Eight Hours from LA to NY

How long does it take, from door to door, to fly from LA to New York?

I bet you can’t do it in less than eight hours.

Despite all the progress we've made since the 1950s, it takes longer to get between the coasts than it did in 1956, if you include the time it takes to get through the ground processes at our airports. The jets move faster, but we lose the benefit of that speed from the congestion at the airports, and the time we spend on the ground dealing with security and making connections.

Air travel was very different in the 1960s. The new jets came on line at that time, replacing the Queen of the Sky, Lockheed Super-Constellation propeller-driven airliners. "Connies" hauled passengers from LA to New York in eight hours. It was a different time for ground operations — the service was like railway ticketing, and passengers could arrive at the airport 15 minutes before flight time and still make their flights.

I remember one day in first grade (in 1965), we watched a bunch of movies about air travel. Now, if you attended US public schools between 1965 and 1975, you watched movies shown on a 16mm projector. The lights went out, the movie started, and it was showtime! Encyclopedia Britannica’s film division distributed and produced many of the educational movies I watched. Other films came from industry groups, and from the PR departments of big corporations. I remember watching them and learning about the wonders of DuPont fibers, IBM Computers, and the TVA.

I don’t know if the clips below were the exact movies we watched that day, but they are representative of what we saw.

Sally Flies to New York!

In this 1956 TWA promotional film, we get to fly with Sally and her friend from Los Angeles to New York on a TWA Super Constellation. Look how quick and easy it is it to get on the airplane, and what the airports look like. You will not see any TSA officers.

New York to San Francisco on United Douglas DC-8

The jet age kicks in around 1960 in this next EB Films story about the United DC-8 aircraft. Until 2010, converted DC-8 freighters hauled packages for Airborne Express and UPS. In this movie, we get to see a pair of kids travel alone, under the watchful eyes of United Airlines, on a DC-8 jet. Lounges were a big deal on the early passenger jets. The Pan-Am 707s had lounges, as did the United's Douglas planes.

Queen of the Sky

The Lockheed Constellation was perhaps the most beautiful mass-produced aircraft. Lockheed designed it in the late 1930s for a specific customer, Howard Hughes. In the Model 49, Hughes saw the backbone of his TWA airline fleet. WWII delayed that plan, as the US Army Air Corps took possession of 12 of these planes.

The original Model 49 went into Army Air Corp service as the C-69. With a unique fuselage shape that bent down and then bent up, the "Connies" managed to average 330 mph on coast-to-coast trips. Pushed by the same Wright Duplex Cyclone engines that powered B-29 bombers, tuned to 2,200 HP, the Constellations benefited from a spectacular power-to-weight ratio, making the planes very fast. In fact, they were fast enough for the second C-69 aircraft to set a distance and speed record of six hours and 50 minutes from Burbank to Washington DC, flown by Howard Hughes himself.

Over 800 examples of the basic plan rolled out of Lockheed’s 6.5 million-square-foot Hall of Giants plant in Burbank, California. Every major airline bought a Constellation or Super Constellation. The newly formed US Air Force bought almost 300. The Constellations were the state of the art for propeller-driven passenger aircraft. The robust airframe and prodigious power generated by the combination of the Cyclones and the special variable props gave Lockheed a great platform from which to offer custom options to the airlines. With ten different interior layouts, airlines could order specifications to make each of their planes unique.

The following video is a cable TV program that takes way too much time to tell the story. Still, it's a good story about how flexible the Constellations proved to be.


- Problem statement
Give the number of lines in the listing that contain the word "every", and nothing besides.
--- Listed records ---
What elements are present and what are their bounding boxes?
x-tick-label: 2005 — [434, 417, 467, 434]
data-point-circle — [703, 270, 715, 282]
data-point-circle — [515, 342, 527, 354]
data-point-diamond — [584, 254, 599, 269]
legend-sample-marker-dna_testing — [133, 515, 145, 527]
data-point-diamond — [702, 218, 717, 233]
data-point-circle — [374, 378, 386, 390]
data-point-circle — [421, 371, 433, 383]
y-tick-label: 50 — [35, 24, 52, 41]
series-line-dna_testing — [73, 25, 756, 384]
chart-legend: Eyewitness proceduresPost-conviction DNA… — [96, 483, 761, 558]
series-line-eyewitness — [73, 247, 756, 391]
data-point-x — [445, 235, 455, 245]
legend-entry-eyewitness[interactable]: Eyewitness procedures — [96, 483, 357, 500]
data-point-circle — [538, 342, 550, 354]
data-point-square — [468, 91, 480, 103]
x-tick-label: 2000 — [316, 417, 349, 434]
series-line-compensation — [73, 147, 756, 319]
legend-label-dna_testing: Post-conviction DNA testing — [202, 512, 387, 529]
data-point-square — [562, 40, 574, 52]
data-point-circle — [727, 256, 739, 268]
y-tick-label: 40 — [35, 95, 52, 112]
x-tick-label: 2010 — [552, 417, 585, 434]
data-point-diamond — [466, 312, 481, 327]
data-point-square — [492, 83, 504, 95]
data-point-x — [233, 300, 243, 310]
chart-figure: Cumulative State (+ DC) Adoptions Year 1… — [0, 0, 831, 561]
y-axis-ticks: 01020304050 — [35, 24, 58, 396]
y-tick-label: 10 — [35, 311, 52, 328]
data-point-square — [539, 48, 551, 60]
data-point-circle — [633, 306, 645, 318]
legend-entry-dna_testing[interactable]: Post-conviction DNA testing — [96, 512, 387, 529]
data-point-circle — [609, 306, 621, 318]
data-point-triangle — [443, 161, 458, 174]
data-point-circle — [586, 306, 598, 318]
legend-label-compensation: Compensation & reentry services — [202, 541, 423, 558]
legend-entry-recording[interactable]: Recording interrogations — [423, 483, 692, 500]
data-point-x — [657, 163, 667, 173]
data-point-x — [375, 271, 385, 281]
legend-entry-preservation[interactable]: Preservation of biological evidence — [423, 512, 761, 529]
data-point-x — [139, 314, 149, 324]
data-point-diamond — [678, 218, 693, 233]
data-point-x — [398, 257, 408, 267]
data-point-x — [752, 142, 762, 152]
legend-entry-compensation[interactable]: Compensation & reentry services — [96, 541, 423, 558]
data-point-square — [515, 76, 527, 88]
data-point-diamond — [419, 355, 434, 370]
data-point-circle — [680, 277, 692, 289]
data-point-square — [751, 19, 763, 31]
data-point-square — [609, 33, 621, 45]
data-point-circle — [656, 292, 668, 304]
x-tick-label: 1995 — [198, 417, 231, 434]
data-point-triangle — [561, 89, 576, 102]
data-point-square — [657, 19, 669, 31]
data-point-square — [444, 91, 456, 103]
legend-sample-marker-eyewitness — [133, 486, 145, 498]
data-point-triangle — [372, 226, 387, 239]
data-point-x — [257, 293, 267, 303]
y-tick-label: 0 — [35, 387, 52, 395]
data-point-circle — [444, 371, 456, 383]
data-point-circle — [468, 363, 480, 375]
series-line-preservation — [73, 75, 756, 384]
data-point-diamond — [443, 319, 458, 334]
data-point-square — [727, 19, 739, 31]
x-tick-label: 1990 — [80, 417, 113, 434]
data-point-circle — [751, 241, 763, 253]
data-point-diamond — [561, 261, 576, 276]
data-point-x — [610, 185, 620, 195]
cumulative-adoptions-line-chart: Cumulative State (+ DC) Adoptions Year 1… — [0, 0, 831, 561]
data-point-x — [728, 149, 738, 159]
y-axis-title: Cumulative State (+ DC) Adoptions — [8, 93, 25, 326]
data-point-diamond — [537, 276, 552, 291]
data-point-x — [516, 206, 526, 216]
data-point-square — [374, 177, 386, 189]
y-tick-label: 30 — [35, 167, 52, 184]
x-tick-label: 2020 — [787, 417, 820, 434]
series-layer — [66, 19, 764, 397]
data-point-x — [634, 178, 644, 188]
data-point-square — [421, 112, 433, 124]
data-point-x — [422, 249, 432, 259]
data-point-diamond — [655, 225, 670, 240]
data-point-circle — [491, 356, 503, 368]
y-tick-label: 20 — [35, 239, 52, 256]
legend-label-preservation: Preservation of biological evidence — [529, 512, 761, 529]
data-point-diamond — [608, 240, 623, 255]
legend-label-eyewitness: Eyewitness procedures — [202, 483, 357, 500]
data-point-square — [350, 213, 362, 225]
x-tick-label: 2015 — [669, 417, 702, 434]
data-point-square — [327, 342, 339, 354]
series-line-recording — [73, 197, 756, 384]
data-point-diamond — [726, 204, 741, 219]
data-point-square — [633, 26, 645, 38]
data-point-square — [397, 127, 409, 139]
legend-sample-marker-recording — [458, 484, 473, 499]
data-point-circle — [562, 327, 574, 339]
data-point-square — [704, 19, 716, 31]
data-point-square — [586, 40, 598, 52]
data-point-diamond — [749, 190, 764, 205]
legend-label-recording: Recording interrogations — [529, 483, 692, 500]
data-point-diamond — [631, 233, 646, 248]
---
--- Listed records ---
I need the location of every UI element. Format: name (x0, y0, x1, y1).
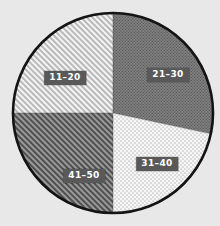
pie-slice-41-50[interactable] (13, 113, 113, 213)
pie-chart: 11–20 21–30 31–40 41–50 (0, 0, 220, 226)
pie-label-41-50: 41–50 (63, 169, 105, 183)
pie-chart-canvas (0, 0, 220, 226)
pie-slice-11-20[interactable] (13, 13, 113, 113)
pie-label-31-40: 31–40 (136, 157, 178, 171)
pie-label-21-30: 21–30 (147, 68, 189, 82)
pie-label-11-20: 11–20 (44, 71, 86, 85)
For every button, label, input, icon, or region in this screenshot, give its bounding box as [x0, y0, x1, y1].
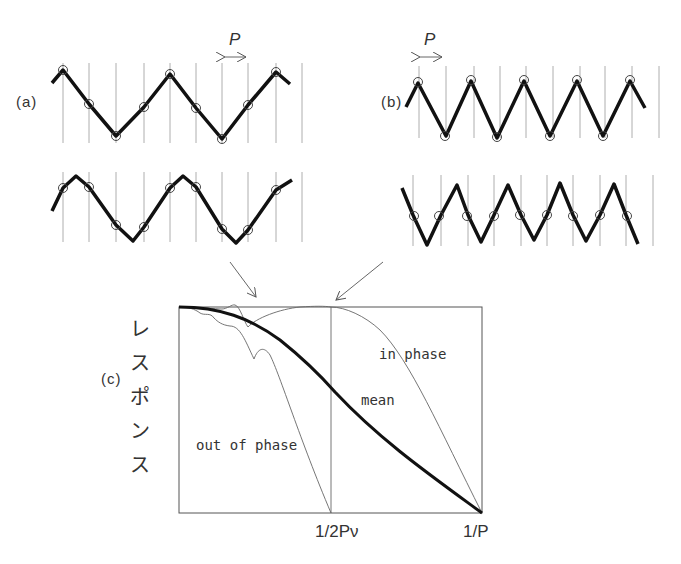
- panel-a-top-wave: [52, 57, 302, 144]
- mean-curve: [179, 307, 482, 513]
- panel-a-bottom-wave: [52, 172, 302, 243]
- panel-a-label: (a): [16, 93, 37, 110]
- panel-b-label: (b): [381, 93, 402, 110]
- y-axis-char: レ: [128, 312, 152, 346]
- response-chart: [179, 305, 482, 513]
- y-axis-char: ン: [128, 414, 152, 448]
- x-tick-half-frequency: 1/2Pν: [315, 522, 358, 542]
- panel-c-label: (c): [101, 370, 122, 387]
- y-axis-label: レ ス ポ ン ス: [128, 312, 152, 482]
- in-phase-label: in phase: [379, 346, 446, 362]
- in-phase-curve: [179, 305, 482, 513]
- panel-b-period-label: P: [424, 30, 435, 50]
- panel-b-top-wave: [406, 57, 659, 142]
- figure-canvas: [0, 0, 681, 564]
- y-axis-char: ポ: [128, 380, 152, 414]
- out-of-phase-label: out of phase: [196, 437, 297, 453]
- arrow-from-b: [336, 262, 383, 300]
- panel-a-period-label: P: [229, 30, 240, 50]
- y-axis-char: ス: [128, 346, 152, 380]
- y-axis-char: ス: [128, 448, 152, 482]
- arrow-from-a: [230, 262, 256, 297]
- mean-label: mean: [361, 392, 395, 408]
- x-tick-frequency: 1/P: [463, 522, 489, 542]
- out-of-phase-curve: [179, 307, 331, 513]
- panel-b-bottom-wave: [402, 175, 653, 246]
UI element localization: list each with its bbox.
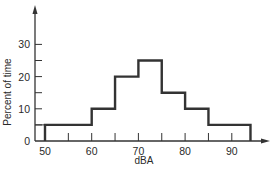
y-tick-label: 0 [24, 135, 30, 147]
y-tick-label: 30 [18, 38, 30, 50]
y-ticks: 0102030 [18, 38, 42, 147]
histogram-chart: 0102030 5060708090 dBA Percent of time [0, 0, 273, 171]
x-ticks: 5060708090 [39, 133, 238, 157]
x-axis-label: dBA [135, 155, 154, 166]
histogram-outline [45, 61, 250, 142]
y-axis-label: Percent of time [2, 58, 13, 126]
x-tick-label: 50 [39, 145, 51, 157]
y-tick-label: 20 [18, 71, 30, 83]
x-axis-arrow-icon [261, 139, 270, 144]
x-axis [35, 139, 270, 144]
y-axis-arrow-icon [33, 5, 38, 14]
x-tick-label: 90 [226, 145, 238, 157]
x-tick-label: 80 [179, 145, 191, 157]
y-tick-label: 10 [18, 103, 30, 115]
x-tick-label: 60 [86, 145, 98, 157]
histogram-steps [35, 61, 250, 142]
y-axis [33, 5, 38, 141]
---
- Expected answer
2